Shippers Turning to Asset-Based Carriers Ahead of Expected Tightening of Capacity

By Rip Watson, Senior Reporter

This story appears in the Sept. 24 print edition of Transport Topics.

Shippers and carriers are considering putting more freight directly on asset-based carriers — potentially hurting middlemen who do not own trucks — as the supply of vehicles and drivers dwindles.

“As a shipper, I am very concerned about the capacity issue,” Judith Taylor, vice president of logistics and international compliance at medical products company NxStage Medical, said at a recent investor conference in New York.

“With the economy going sideways, it is not a big problem yet,” Taylor said. “When the economy improves it will be a big problem. If it becomes a crunch situation, it will be good to be an asset-based carrier.”



Taylor expressed concern about the number of loads going to third-party logistics providers that do not own assets, while also noting that she was receiving multiple “cold calls” from brokers about a single load.

“Eventually, there won’t be any trucks” if carriers don’t invest in assets, she said.

Max Fuller, CEO of truckload carrier U.S. Xpress Enterprises, said the driver shortage will soon worsen as hours-of-service and other regulations reduce the driver pool.

At the same time, he noted that financial constraints triggered by higher truck prices, driver wages and fuel costs limit the ability of many carriers — particularly smaller fleets — to invest.

“What will happen in the second half of next year as these laws take effect will be a squeeze of capacity,” Fuller said. “We are seeing evidence of shippers moving to large carriers for that very reason.”

Fuller said dedicated shipments for a single customer, and asset-based brokerage managed by U.S. Xpress are the two fastest-growing parts of its business. Brokerage now accounts for about 20% of business, compared with zero just three years ago.

“Today, as long as we are responsible for [the shipment], shippers don’t mind if we broker some freight,” Fuller said.

That’s a change from the past, he said, when shippers used to use brokerage whenever the economy slowed, allowing them to obtain rates below prices they contracted with fleets.

“Shippers have fundamentally changed the way they buy freight,” David Jackson, president of Knight Transportation, said at the Dahlman Rose investor conference in New York. “We have seen a shift to asset-based brokerages.”

Knight’s brokerage revenue has risen about 80% since 2009.

“If a massive shortage of capacity is looming in the future when we have any pickup in freight demand, [shippers] want to have someone who has assets,” Jackson said.

“Smart shippers are cementing relationships in the event of constrained capacity,” said Matthew Menner, senior vice president at third-party logistics operator Transplace. “You don’t want to be a new shipper in that relationship.”

Fast-growing, non-asset-based logistics operators will continue to play a strong role in providing capacity, said Evan Armstrong, president of consulting firm Armstrong & Associates.

He said on a recent webinar that the third-party logistics industry is growing 4 percentage points faster than gross domestic product.

Brokerage and dedicated contract carriage combined grew 5% a year from 2007 to 2011, Armstrong said. By comparison, GDP rose less than 1%.

“Shippers lean on 3PLs like C.H. Robinson, Menlo Worldwide Logistics, Ryder and Coyote to get capacity in multiple modes at the lowest cost when the market is tight,” Armstrong said.

He added that 82% of Fortune 500 companies use at least one 3PL.

“More sophisticated shippers are managing for the long term,” said Paul Newbourne, senior vice president of operations for food service industry supplier Armada Supply Chain Solutions, which uses asset-based companies for 98% of its capacity.

“The reality is that if you want stability in your network, you don’t want to be hopping around,” he said. “It’s not like the recession when it was ‘let’s make a deal’ every month.”

Jason Seidl, an analyst at Dahl-man Rose, said he sees a new freight climate ahead.

“Most asset-based truckload carriers aren’t growing their fleets,” he said. “They are struggling to hire drivers now. It seems like everyone wants to be non-asset-based.”

“These are definitely trends that can’t continue,” Seidl said. “At some point, there are going to be eight [shippers] coming into a trucking carrier wanting to move the same load. That is going to create a very,very different marketplace for shippers.”

The coming capacity squeeze may increase rates and help carriers defray rising costs for equipment, driver pay and fuel, U.S. Xpress’ Fuller said.

“Higher prices and lack of availability should squeeze margins and give the most trouble to small brokers,” Stifel Nicolaus analyst David Ross told Transport Topics.

“To mitigate rate increases, those shippers using brokers simply — largely — for better rates may search to replace them with direct carrier relationships,” Ross said.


### TASK ITEM
Without any pictures, retype exactly the lines from the one with "Annotate this image: element" through the final line of the records.
-*-*-
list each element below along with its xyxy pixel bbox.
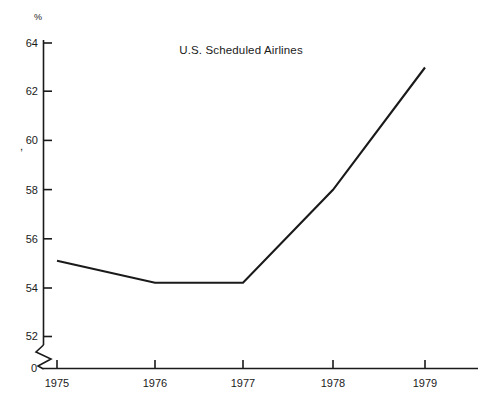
plot-area — [0, 0, 482, 415]
data-line-us-scheduled-airlines — [57, 68, 425, 283]
y-tick-marks — [44, 43, 53, 337]
x-tick-marks — [57, 360, 425, 369]
y-axis-break-symbol — [36, 345, 51, 369]
chart-container: % U.S. Scheduled Airlines , 64 62 60 58 … — [0, 0, 482, 415]
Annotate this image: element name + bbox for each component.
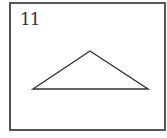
triangle-shape: [33, 51, 148, 89]
triangle-diagram: [0, 0, 167, 138]
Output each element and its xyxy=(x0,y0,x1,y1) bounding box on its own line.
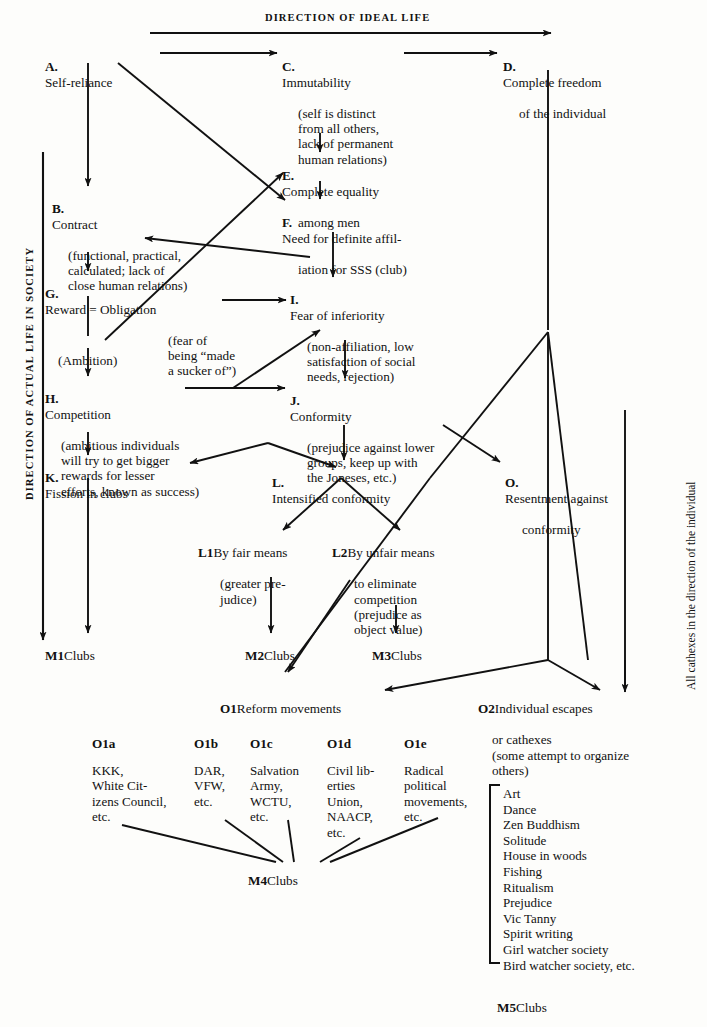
-*-*-
### WRITTEN ANSWER
Annotate this image: element name + bbox for each component.
triangle-shape: [33, 51, 148, 89]
triangle-diagram: [0, 0, 167, 138]
Output each element and its xyxy=(x0,y0,x1,y1) bounding box on its own line.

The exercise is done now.